Two of America’s earliest authors were Washington Irving and Edgar Allan Poe. They established the first stages of what would become the American prose tradition, and both can be classified, in some ways, as originators of the Neo-Gothic.
Irving was a bit older than Poe. Although his personal life had its share of ups and downs, he made his literary fame with his satirical retelling of the history of New York. He became an overnight sensation. Some thought him the funniest writer ever.
Running out of money while living in England, he began publishing his series of “Sketches” or short stories. Among them his most famous works, “Rip Van Winkle” and “The Legend of Sleepy Hollow.” The latter, according to some, established the spooky autumnal scene as the perfect venue for the scary story.

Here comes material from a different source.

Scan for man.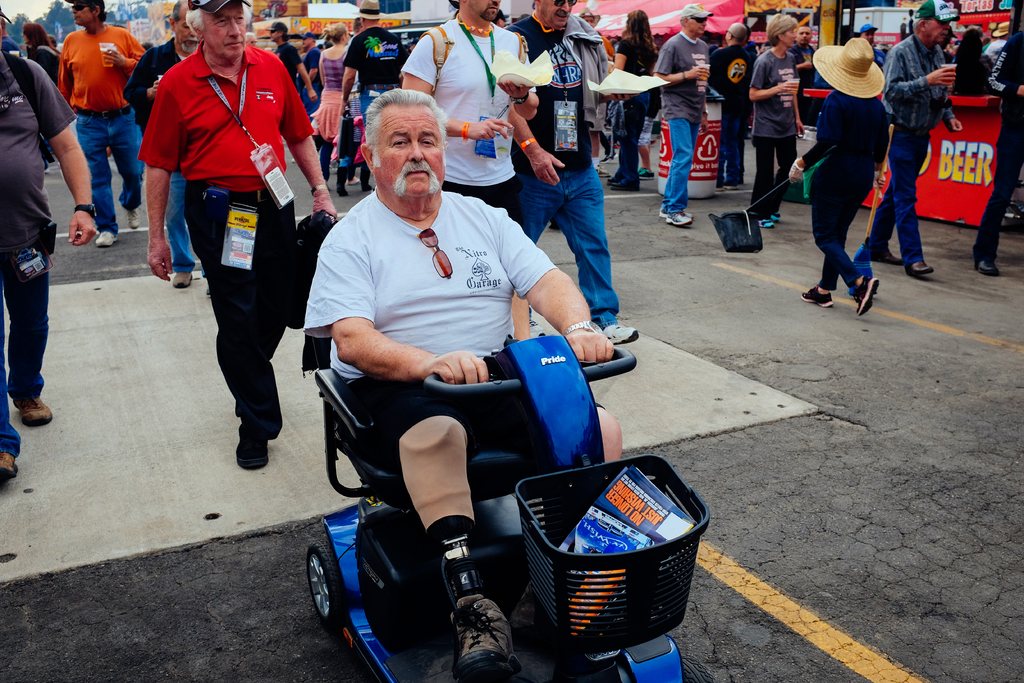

Irving met John Allan while in London. Edgar was traveling with his step-father there, but may have been too young at the time to know that he’d met his forebear in the moody tradition of Gothic short stories set in an American context.

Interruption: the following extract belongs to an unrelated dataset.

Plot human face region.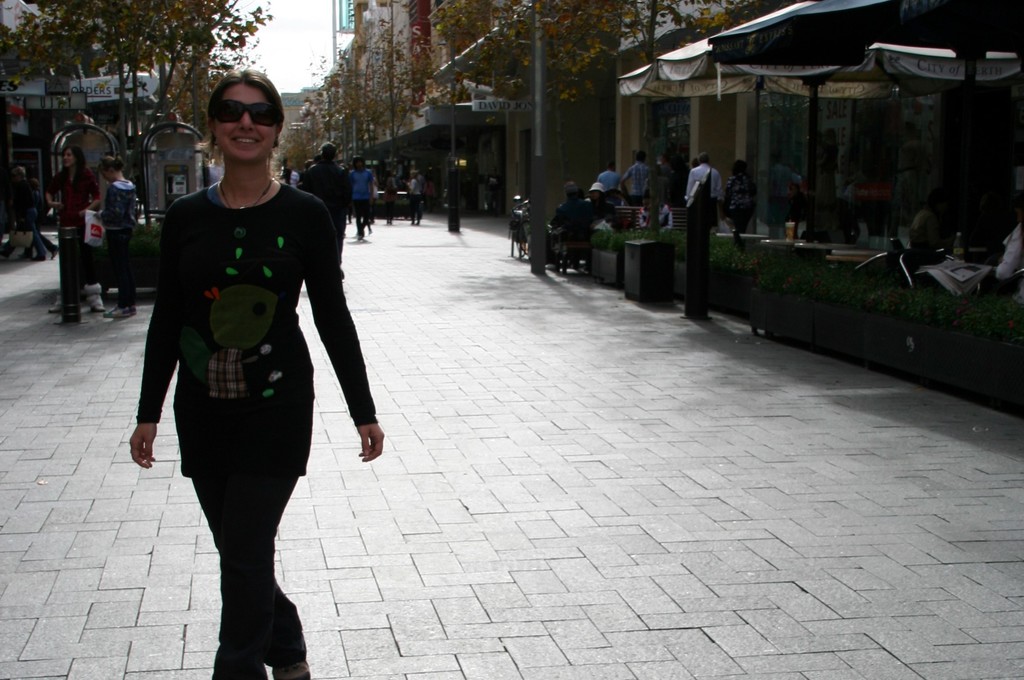
Plotted at [220,86,277,161].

There would be others, of course. The market, however, has become an increasingly difficult one in which to catch a toe-hold. Few literary magazines publish such Gothic tales anymore. Some want too much splatter and gore, while others shy away from the truly macabre.

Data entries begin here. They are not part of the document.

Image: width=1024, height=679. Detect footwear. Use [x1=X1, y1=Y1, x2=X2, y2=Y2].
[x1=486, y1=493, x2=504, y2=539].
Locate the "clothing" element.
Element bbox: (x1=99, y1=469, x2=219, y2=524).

The Neo-Gothic, however, is the American tradition. The movies with the longest lines are the horror films. And they need not be horrid to be effective. I awake early, in the Gothic hours of the day, to do my writing. I don’t want to splatter my characters across the page. I want to imply something that the reader can imagine far more effectively.
Perhaps more like Irving than Poe, I also like to inject a sense of humor (although it is there in Poe too), lest we take ourselves too seriously. Perhaps my execution isn’t good enough, but perchance I’d been born a century-and-a-half before I was, I might have had a chance to share my bizarre visions with the world in print.